I'm totally in love with Edvard Grieg's Fire Psalmer ("Four Psalms") at the moment. I sang this work a few years ago (completely in Norwegian...it was a bitch to learn but the different vowels you have to employ really make it fun) but haven't had a chance to revisit it in a while. I just splurged and got a bunch of stuff by the Norwegian Soloists' Choir and getting these four pieces proved irresistible.





















They're all works "after old Norwegian church melodies" so there's a measure of familiarity in listening to them that I hadn't really hit upon until I heard a choir of native Norwegians singing them. I originally heard the first, Hvad est du dog skjøn, way back in high school when I picked up a recording from the St. Olaf Choir (to hear a piece by another Norwegian, Knut Nystedt's O Crux) but it's still completely amazing to me.

The second movement, Guds Søn har gjordt meg fri, has been re-arranged here and there into a piece for men's chorus but the original is way more arresting. You've got a baritone soloist singing in one key and the choir singing in another (polytonality from a guy who died in 1907!) and, from what I remember, this movement was the most difficult to learn.

Jesus Christus er opfaren is a patient interplay between soloist and choir and, in the performance I bought, benefits from an incredible interpretation. The choir sings it in a folk style that, to my ear, is reminiscent of some of the choral stuff you might hear in--of all things--The Lion King (I know that's really weird to say...it's just what I hear).

The Norwegian Soloists' Choir represented Norway at the World Choral Symposium when it was held right here in Minneapolis in 2002. Their performance and the workshop that Grete Pedersen put on about Norwegian choral music were some of the few things from the symposium that I remember vividly. On the recording (which you can still buy!), one of the pieces they're represented with is the final movement of this work, I Himmelen. It translates to "In Heaven Above" and--if you'll permit me to be a little schmaltzy for a second--it isn't hard to see why.

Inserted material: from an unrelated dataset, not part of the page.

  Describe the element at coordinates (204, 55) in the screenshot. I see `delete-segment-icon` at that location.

I visited Grieg's house, Troldhaugen, in Bergen in 2003 and I've gradually begun to listen to a lot of his music and really enjoy it. Look up the choral arrangement of Våren if you're game...it's so beautiful. The half steps at the beginning kill me every time and, in the NSC recording, a soprano goes further into the ledger lines above the staff than I think I've ever heard in a choral performance.





















Takk deg, Edvard! Din musikk forbauser!

Now back to work on these French pieces!